Only one year after her arrival in Karachi, Dr Pfau began to receive support from ILEP Member the German Leprosy and Tuberculosis Relief Association (GLRA), support that has continued for over forty years and which recently lead to the establishment of the Ruth-Pfau-Foundation, which will help guarantee long term the life work of the angel of Karachi .
On International Women’s Day, 8th March 2010, Dr Pfau was officially honoured for her work of the last fifty years, around which date Dr Pfau took a couple of days off, before returning to devote herself to her patients.

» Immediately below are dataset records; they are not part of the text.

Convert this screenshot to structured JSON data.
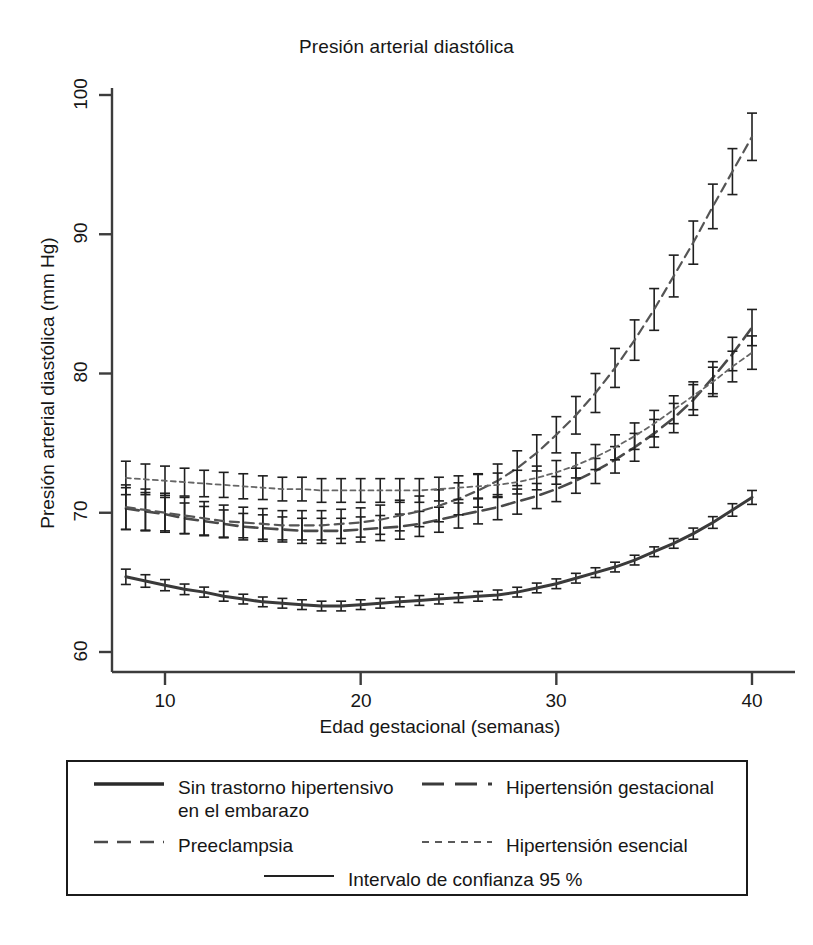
{
  "chart_data": {
    "type": "line",
    "title": "Presión arterial diastólica",
    "xlabel": "Edad gestacional (semanas)",
    "ylabel": "Presión arterial diastólica (mm Hg)",
    "xlim": [
      7.2,
      40.8
    ],
    "ylim": [
      58.0,
      101.5
    ],
    "xticks": [
      10,
      20,
      30,
      40
    ],
    "yticks": [
      60,
      70,
      80,
      90,
      100
    ],
    "grid": false,
    "legend_position": "below-axes-box",
    "error_bars": "Intervalo de confianza 95 %",
    "x": [
      8,
      9,
      10,
      11,
      12,
      13,
      14,
      15,
      16,
      17,
      18,
      19,
      20,
      21,
      22,
      23,
      24,
      25,
      26,
      27,
      28,
      29,
      30,
      31,
      32,
      33,
      34,
      35,
      36,
      37,
      38,
      39,
      40
    ],
    "series": [
      {
        "name": "Sin trastorno hipertensivo en el embarazo",
        "style": "solid",
        "width": 3,
        "color": "#3a3a3a",
        "values": [
          65.4,
          65.1,
          64.8,
          64.5,
          64.3,
          64.0,
          63.8,
          63.6,
          63.5,
          63.4,
          63.3,
          63.3,
          63.4,
          63.5,
          63.6,
          63.7,
          63.8,
          63.9,
          64.0,
          64.1,
          64.3,
          64.6,
          64.9,
          65.3,
          65.7,
          66.1,
          66.6,
          67.2,
          67.8,
          68.5,
          69.3,
          70.2,
          71.1
        ],
        "ci": [
          0.55,
          0.45,
          0.4,
          0.38,
          0.36,
          0.35,
          0.35,
          0.35,
          0.35,
          0.35,
          0.35,
          0.35,
          0.35,
          0.35,
          0.35,
          0.35,
          0.35,
          0.35,
          0.35,
          0.35,
          0.35,
          0.35,
          0.35,
          0.35,
          0.35,
          0.35,
          0.35,
          0.35,
          0.35,
          0.4,
          0.42,
          0.45,
          0.5
        ]
      },
      {
        "name": "Hipertensión gestacional",
        "style": "dashed-long",
        "width": 2.6,
        "color": "#4a4a4a",
        "values": [
          70.3,
          70.1,
          69.9,
          69.6,
          69.4,
          69.2,
          69.0,
          68.9,
          68.8,
          68.7,
          68.7,
          68.7,
          68.8,
          68.9,
          69.0,
          69.2,
          69.5,
          69.8,
          70.1,
          70.4,
          70.8,
          71.2,
          71.7,
          72.3,
          73.0,
          73.8,
          74.7,
          75.7,
          76.8,
          78.1,
          79.7,
          81.4,
          83.3
        ],
        "ci": [
          1.5,
          1.35,
          1.2,
          1.1,
          1.05,
          1.0,
          0.95,
          0.95,
          0.9,
          0.9,
          0.9,
          0.9,
          0.9,
          0.9,
          0.9,
          0.9,
          0.9,
          0.9,
          0.9,
          0.9,
          0.9,
          0.9,
          0.9,
          0.9,
          0.9,
          0.95,
          1.0,
          1.0,
          1.05,
          1.1,
          1.15,
          1.2,
          1.3
        ]
      },
      {
        "name": "Preeclampsia",
        "style": "dashed-med",
        "width": 2.2,
        "color": "#555555",
        "values": [
          70.4,
          70.2,
          70.0,
          69.8,
          69.6,
          69.4,
          69.3,
          69.2,
          69.1,
          69.1,
          69.1,
          69.2,
          69.3,
          69.5,
          69.8,
          70.1,
          70.5,
          71.0,
          71.6,
          72.3,
          73.2,
          74.3,
          75.6,
          77.0,
          78.6,
          80.4,
          82.4,
          84.6,
          87.0,
          89.4,
          92.0,
          94.5,
          97.0
        ],
        "ci": [
          1.6,
          1.5,
          1.4,
          1.3,
          1.2,
          1.15,
          1.1,
          1.1,
          1.05,
          1.05,
          1.05,
          1.05,
          1.05,
          1.05,
          1.1,
          1.1,
          1.15,
          1.15,
          1.2,
          1.2,
          1.25,
          1.3,
          1.3,
          1.35,
          1.4,
          1.4,
          1.45,
          1.5,
          1.5,
          1.55,
          1.6,
          1.65,
          1.7
        ]
      },
      {
        "name": "Hipertensión esencial",
        "style": "dashed-short",
        "width": 1.8,
        "color": "#666666",
        "values": [
          72.5,
          72.4,
          72.3,
          72.2,
          72.1,
          72.0,
          71.9,
          71.8,
          71.7,
          71.7,
          71.6,
          71.6,
          71.6,
          71.6,
          71.6,
          71.6,
          71.7,
          71.8,
          71.9,
          72.0,
          72.2,
          72.5,
          72.9,
          73.4,
          74.0,
          74.7,
          75.5,
          76.4,
          77.4,
          78.4,
          79.4,
          80.5,
          81.5
        ],
        "ci": [
          1.2,
          1.1,
          1.05,
          1.0,
          0.95,
          0.9,
          0.9,
          0.85,
          0.85,
          0.85,
          0.85,
          0.85,
          0.85,
          0.85,
          0.85,
          0.85,
          0.85,
          0.85,
          0.85,
          0.85,
          0.85,
          0.85,
          0.85,
          0.9,
          0.9,
          0.9,
          0.95,
          0.95,
          1.0,
          1.0,
          1.05,
          1.1,
          1.2
        ]
      }
    ]
  },
  "legend": {
    "entries": [
      {
        "label": "Sin trastorno hipertensivo\nen el embarazo",
        "style": "solid"
      },
      {
        "label": "Hipertensión gestacional",
        "style": "dashed-long"
      },
      {
        "label": "Preeclampsia",
        "style": "dashed-med"
      },
      {
        "label": "Hipertensión esencial",
        "style": "dashed-short"
      },
      {
        "label": "Intervalo de confianza 95 %",
        "style": "solid-thin"
      }
    ]
  },
  "axis": {
    "ytick_labels": [
      "100",
      "90",
      "80",
      "70",
      "60"
    ],
    "xtick_labels": [
      "10",
      "20",
      "30",
      "40"
    ]
  }
}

Photo: © DAHW / Bernd Hartung
Celebrating 50 years of service in Pakistan
Dr Pfau has always said: “I will only strike these people off my register, when they have not only been medically cured of leprosy, but can live like anyone who has never had leprosy”.
Life in brief
Ruth Pfau was born in Leipzig in 1929. When she was twenty she moved to West Germany to study medicine in Mainz and Marburg. During her student years Ruth Pfau found strength for life in Christian belief and was christened in 1953. Four years later she entered the order of the Sisters of the Heart of Mary. It was the time of the economic miracle; the beginnings of prosperity and euphoria over consumerism. Ruth Pfau wanted to escape this superficial life and concentrate on essentials. In 1960 her order sent her to Asia.
Her early years in Pakistan were difficult. There was no health service upon which she could build. Dr Pfau has managed to win over bureaucrats and officials and removed fear of leprosy in Pakistan. Ruth Pfau and leprosy workers have managed to get the upper hand in the fight against leprosy in Pakistan, curing almost 50,000 people of leprosy. Because of a long incubation period, which can last decades, there are still around a thousand people a year diagnosed with leprosy. “We must stay on the ball for another two decades to wipe out leprosy from Pakistan” Dr Pfau estimates.
Pakistan recognises Dr Pfau’s huge contribution to anti-leprosy efforts. She has been made an honorary citizen and, since 1979, she has been advising the government on all leprosy issues.
Marie Adelaide Leprosy Centre: http://www.malc.org.pk/
The Karachi Electric Supply Company has been upgrading the electricity system at the Marie Adelaide Leprosy Centre with the installation of a dedicated transformer system, which will ensure uninterrupted supply of the correct voltage for the operating theatre, the x-ray machines and the lifts.